She knew all the genealogies of every noble house in Europe--princes, dukes, and counts--and could put her hand on the last descendants of Charlemagne in the direct line.No usurpation of title could escape the Princesse de Blamont-Chauvry.
Young men who wished to stand well at Court, ambitious men, and young married women paid her assiduous homage.Her salon set the tone of the Faubourg Saint-Germain.The words of this Talleyrand in petticoats were taken as final decrees.People came to consult her on questions of etiquette or usages, or to take lessons in good taste.And, in truth, no other old woman could put back her snuff-box in her pocket as the Princess could; while there was a precision and a grace about the movements of her skirts, when she sat down or crossed her feet, which drove the finest ladies of the young generation to despair.Her voice had remained in her head during one-third of her lifetime; but she could not prevent a descent into the membranes of the nose, which lent to it a peculiar expressiveness.She still retained a hundred and fifty thousand livres of her great fortune, for Napoleon had generously returned her woods to her; so that personally and in the matter of possessions she was a woman of no little consequence.
This curious antique, seated in a low chair by the fireside, was chatting with the Vidame de Pamiers, a contemporary ruin.The Vidame was a big, tall, and spare man, a seigneur of the old school, and had been a Commander of the Order of Malta.His neck had always been so tightly compressed by a strangulation stock, that his cheeks pouched over it a little, and he held his head high; to many people this would have given an air of self-sufficiency, but in the Vidame it was justified by a Voltairean wit.His wide prominent eyes seemed to see everything, and as a matter of fact there was not much that they had not seen.Altogether, his person was a perfect model of aristocratic outline, slim and slender, supple and agreeable.He seemed as if he could be pliant or rigid at will, and twist and bend, or rear his head like a snake.
The Duc de Navarreins was pacing up and down the room with the Duc de Grandlieu.Both were men of fifty-six or thereabouts, and still hale; both were short, corpulent, flourishing, somewhat florid-complexioned men with jaded eyes, and lower lips that had begun to hang already.But for an exquisite refinement of accent, an urbane courtesy, and an ease of manner that could change in a moment to insolence, a superficial observer might have taken them for a couple of bankers.Any such mistake would have been impossible, however, if the listener could have heard them converse, and seen them on their guard with men whom they feared, vapid and commonplace with their equals, slippery with the inferiors whom courtiers and statesmen know how to tame by a tactful word, or to humiliate with an unexpected phrase.
Such were the representatives of the great noblesse that determined to perish rather than submit to any change.It was a noblesse that deserved praise and blame in equal measure; a noblesse that will never be judged impartially until some poet shall arise to tell how joyfully the nobles obeyed the King though their heads fell under a Richelieu's axe, and how deeply they scorned the guillotine of '89 as a foul revenge.
Another noticeable trait in all the four was a thin voice that agreed peculiarly well with their ideas and bearing.Among themselves, at any rate, they were on terms of perfect equality.
None of them betrayed any sign of annoyance over the Duchess's escapade, but all of them had learned at Court to hide their feelings.
And here, lest critics should condemn the puerility of the opening of the forthcoming scene, it is perhaps as well to remind the reader that Locke, once happening to be in the company of several great lords, renowned no less for their wit than for their breeding and political consistency, wickedly amused himself by taking down their conversation by some shorthand process of his own; and afterwards, when he read it over to them to see what they could make of it, they all burst out laughing.And, in truth, the tinsel jargon which circulates among the upper ranks in every country yields mighty little gold to the crucible when washed in the ashes of literature or philosophy.In every rank of society (some few Parisian salons excepted) the curious observer finds folly a constant quantity beneath a more or less transparent varnish.Conversation with any substance in it is a rare exception, and boeotiani** is current coin in every zone.
In the higher regions they must perforce talk more, but to make up for it they think the less.Thinking is a tiring exercise, and the rich like their lives to flow by easily and without effort.It is by comparing the fundamental matter of jests, as you rise in the social scale from the street-boy to the peer of France, that the observer arrives at a true comprehension of M.
de Talleyrand's maxim, "The manner is everything"; an elegant rendering of the legal axiom, "The form is of more consequence than the matter." In the eyes of the poet the advantage rests with the lower classes, for they seldom fail to give a certain character of rude poetry to their thoughts.Perhaps also this same observation may explain the sterility of the salons, their emptiness, their shallowness, and the repugnance felt by men of ability for bartering their ideas for such pitiful small change.
The Duke suddenly stopped as if some bright idea occurred to him, and remarked to his neighbour--"So you have sold Tornthon?"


# What is required
Look over the listing below and report how many of its lines contain the string "worksheet", with no other words.
=-=-=-=-=
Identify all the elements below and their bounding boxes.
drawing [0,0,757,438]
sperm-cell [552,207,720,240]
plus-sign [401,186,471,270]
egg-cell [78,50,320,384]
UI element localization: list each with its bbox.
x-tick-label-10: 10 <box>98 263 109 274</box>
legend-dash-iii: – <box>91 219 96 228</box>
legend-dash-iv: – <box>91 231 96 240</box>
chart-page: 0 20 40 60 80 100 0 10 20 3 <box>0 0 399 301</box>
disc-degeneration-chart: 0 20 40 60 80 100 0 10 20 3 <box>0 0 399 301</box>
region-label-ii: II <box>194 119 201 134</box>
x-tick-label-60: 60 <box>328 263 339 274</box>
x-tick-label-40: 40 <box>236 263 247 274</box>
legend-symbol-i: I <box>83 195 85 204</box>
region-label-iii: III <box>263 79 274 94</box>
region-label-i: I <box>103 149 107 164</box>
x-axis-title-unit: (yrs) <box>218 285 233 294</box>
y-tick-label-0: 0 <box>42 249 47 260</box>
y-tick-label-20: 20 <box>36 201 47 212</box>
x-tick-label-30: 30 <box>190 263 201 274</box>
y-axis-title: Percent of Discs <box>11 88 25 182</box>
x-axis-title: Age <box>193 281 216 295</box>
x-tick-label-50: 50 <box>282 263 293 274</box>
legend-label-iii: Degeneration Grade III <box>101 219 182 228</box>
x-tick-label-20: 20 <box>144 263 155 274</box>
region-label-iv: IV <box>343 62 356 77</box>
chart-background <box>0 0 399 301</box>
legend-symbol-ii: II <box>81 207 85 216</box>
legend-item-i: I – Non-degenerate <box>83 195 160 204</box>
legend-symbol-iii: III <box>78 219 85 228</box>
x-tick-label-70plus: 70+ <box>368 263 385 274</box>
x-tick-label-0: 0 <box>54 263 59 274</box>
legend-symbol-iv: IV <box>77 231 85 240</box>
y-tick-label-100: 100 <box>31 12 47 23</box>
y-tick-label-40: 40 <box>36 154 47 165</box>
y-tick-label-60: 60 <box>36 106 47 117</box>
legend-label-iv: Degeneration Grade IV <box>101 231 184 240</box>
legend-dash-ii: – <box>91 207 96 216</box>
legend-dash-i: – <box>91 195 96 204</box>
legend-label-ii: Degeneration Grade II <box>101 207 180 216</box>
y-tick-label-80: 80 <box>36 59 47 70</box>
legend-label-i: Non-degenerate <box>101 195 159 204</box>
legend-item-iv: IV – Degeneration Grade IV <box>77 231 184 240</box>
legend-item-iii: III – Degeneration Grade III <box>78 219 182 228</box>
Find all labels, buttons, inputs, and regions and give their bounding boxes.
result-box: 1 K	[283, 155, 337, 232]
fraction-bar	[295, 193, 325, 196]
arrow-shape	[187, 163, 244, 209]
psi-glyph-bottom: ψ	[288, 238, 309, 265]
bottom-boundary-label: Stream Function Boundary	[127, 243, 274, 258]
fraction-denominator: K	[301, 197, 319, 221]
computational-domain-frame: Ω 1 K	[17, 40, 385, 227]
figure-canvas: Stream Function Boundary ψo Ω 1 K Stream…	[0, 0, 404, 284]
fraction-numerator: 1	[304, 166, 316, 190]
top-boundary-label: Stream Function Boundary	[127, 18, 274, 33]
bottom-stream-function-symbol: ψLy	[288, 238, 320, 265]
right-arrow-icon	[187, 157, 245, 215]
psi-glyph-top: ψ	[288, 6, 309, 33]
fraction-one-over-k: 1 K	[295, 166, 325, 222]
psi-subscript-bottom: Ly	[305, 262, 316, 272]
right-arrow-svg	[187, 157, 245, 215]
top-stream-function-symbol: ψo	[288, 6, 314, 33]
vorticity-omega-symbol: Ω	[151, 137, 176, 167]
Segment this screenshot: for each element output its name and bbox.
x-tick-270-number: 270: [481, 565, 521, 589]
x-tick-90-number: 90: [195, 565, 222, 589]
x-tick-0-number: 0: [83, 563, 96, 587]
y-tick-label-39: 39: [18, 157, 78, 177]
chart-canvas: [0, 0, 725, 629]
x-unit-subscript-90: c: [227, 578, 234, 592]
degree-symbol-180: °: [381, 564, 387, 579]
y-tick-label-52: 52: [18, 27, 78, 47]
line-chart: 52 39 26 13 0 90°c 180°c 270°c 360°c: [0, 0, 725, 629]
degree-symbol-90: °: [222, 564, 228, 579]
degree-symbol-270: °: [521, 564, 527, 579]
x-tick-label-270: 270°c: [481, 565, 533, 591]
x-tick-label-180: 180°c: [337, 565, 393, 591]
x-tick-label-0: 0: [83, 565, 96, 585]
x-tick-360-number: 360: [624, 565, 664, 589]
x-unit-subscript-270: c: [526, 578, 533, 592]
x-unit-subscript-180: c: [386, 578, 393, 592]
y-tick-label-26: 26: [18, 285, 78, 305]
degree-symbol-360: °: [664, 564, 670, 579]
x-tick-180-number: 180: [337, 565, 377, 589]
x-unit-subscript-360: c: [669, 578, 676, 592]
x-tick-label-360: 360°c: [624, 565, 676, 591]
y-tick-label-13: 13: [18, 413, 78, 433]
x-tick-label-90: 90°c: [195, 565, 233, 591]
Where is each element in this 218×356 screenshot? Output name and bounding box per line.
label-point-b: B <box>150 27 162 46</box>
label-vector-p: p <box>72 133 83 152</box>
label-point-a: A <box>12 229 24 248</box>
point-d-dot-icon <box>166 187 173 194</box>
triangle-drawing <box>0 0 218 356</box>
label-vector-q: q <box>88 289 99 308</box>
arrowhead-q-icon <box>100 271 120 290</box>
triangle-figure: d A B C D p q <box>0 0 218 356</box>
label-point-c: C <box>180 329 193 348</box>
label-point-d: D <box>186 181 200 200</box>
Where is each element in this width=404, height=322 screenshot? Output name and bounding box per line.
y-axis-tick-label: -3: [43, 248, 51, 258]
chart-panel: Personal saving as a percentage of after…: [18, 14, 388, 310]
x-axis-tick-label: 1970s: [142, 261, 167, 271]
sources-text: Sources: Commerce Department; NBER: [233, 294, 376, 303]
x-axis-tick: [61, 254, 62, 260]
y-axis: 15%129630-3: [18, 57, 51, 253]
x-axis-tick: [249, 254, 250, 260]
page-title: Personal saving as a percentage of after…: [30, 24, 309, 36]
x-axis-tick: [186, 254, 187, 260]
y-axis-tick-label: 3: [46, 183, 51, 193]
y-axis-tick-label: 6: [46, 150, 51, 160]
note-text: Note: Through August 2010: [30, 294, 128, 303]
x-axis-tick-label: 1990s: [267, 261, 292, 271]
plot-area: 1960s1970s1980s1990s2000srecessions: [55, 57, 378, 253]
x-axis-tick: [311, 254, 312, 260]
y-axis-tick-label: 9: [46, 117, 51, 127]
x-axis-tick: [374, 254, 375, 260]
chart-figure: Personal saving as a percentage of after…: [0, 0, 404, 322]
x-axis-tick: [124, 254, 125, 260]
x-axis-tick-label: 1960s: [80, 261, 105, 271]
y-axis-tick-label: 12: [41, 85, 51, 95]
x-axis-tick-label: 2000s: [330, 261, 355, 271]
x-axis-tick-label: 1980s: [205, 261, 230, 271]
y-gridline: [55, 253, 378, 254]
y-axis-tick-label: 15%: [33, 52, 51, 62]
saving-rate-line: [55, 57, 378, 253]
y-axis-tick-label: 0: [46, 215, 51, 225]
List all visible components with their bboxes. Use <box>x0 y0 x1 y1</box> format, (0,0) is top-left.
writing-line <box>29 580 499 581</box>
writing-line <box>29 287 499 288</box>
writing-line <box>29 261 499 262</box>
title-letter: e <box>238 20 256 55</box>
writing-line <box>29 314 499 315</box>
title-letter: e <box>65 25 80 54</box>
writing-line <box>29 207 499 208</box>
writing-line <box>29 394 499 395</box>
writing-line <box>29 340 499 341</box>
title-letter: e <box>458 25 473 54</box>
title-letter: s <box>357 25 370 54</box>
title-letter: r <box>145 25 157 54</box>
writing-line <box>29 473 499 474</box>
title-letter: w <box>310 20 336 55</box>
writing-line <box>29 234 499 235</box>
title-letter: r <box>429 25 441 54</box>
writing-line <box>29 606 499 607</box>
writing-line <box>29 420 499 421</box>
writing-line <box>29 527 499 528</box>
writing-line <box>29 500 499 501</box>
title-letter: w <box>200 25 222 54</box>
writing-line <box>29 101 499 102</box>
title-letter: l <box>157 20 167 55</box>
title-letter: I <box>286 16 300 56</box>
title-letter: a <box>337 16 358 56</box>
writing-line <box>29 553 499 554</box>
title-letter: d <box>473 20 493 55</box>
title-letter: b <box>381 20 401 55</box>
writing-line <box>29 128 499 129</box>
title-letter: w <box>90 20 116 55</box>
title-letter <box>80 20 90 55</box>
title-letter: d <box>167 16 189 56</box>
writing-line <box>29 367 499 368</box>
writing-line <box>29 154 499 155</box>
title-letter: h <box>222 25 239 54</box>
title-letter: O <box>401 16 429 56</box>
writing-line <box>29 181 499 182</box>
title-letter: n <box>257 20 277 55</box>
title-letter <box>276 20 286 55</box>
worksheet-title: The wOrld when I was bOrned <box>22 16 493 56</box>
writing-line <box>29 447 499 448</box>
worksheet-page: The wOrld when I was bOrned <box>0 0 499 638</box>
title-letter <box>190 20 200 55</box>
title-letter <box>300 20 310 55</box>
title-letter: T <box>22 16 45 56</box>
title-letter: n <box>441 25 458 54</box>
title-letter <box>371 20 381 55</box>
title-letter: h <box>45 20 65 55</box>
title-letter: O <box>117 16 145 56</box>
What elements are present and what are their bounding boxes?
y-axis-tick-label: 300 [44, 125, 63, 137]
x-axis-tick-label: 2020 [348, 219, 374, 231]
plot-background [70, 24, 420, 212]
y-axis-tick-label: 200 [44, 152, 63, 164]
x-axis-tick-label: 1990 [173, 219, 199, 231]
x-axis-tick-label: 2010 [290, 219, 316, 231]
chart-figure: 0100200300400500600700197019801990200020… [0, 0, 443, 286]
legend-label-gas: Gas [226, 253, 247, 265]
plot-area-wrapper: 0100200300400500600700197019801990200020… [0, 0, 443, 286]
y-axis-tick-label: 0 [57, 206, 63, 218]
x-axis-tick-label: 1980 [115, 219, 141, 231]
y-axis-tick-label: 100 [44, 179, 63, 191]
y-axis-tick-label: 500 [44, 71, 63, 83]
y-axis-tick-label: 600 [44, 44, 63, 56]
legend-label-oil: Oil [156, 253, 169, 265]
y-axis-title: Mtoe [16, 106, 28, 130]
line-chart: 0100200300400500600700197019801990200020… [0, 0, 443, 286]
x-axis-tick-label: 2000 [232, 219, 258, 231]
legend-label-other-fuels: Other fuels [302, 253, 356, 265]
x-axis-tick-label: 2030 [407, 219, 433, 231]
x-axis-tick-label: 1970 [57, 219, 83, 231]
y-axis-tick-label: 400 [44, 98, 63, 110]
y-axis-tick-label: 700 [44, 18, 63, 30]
=-=-=-=-=
# Final answer
2